Student Activities Fee must be managed efficiently
Every semester, undergraduate and graduate students pay an additional fee on top of tuition to cover student organizations, activities, publications, and other services intended to benefit the welfare of all students. This cost, the Student Activities Fee, is currently $86, which seems like a lot when multiplied by 10,000 students; still, student clubs and organizations often find themselves going into the red when dealing with their budgets.
The Student Activities Fee currently supports 160 student groups, 19 of which qualified for the fee for the first time this year. Student organizations come more often than they go; but even though the fee supports more student groups each year, it hasn’t increased for years except in small amounts consistent with inflation.
We’re not proposing a significant increase in the fee — we’d be paying for it, after all — but we think it’d be useful for the Joint Funding Committee (JFC) to reevaluate the way it distributes the money among student groups. The JFC, whose members include the Vice-President for Finance and representatives from the Student Senate and Graduate Student Assembly, currently grants too much budget money to some student groups, leaving an insufficient amount for others.
It seems like student groups are always either scrounging for money or happily funded with too much money left unspent at the end of the year, whereas we would prefer a more universal middle ground. The over-funded organizations are over-funded for a number of reasons — some are smaller than they were in past years, while others just need to cut down on the pizza parties. But whatever the reason, it is important that the leftover funds make it to a worthy cause.
Currently, student organizations can request to roll over their leftover funds; and if they don’t make a request, the money returns to the JFC reserve, and — let’s be honest — a “reserve” doesn’t exactly sound like a productive place to put our money. Though this money does, eventually, return to the students, we think it would be better to cut out the middleman and more effectively divide up the money in the first place. Furthermore, the responsibility lies with student groups to keep their budget needs as low as possible.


• _Exercise aim_:
The answer must repeat every record exactly, with all pictures omitted.

(Stored data entries)
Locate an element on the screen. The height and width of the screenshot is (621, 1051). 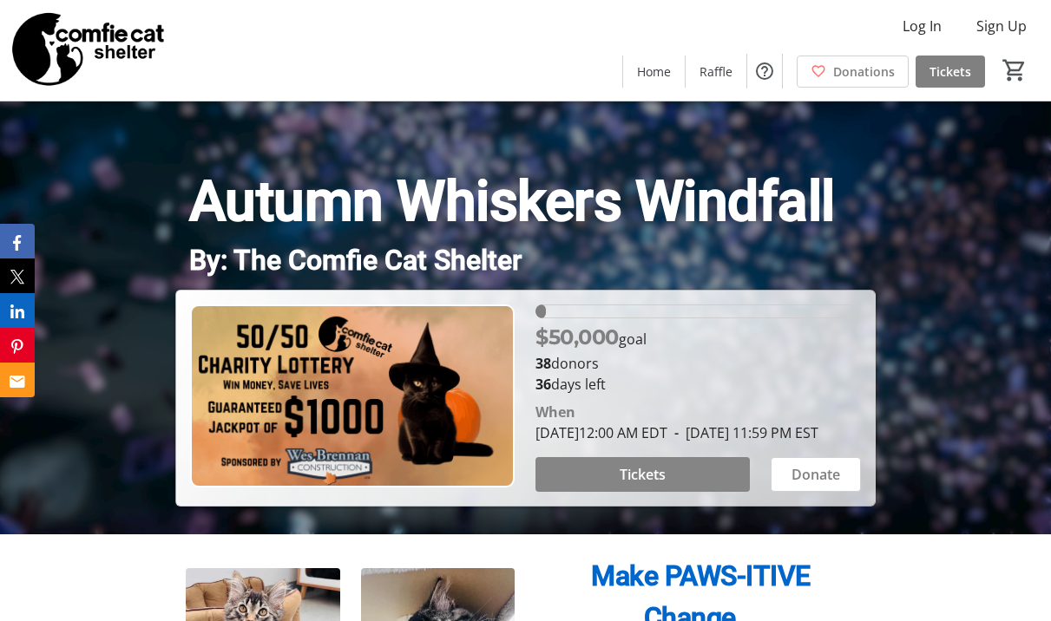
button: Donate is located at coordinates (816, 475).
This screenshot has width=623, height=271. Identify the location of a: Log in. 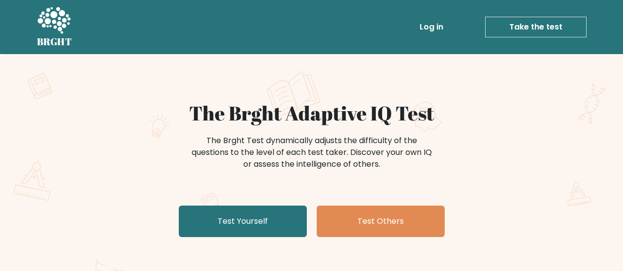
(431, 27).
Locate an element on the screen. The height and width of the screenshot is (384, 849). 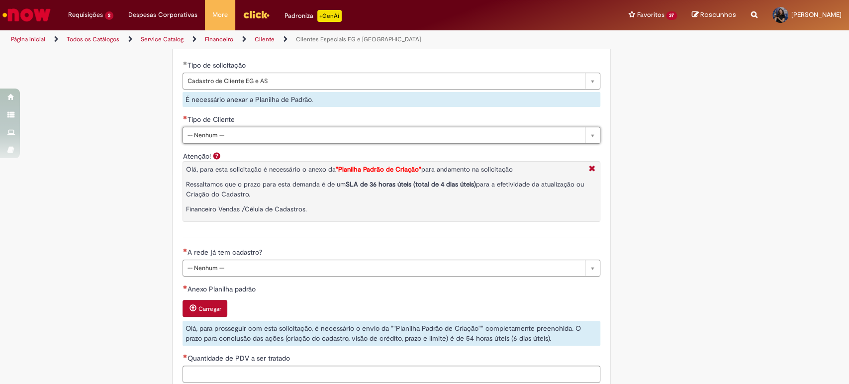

• _Exercise answer_:
Locate an element on the screen. The height and width of the screenshot is (621, 1051). 
button: Donate is located at coordinates (816, 475).
This screenshot has width=623, height=271. Identify the location of a: Log in. 
(431, 27).
Locate an element on the screen. The height and width of the screenshot is (384, 849). 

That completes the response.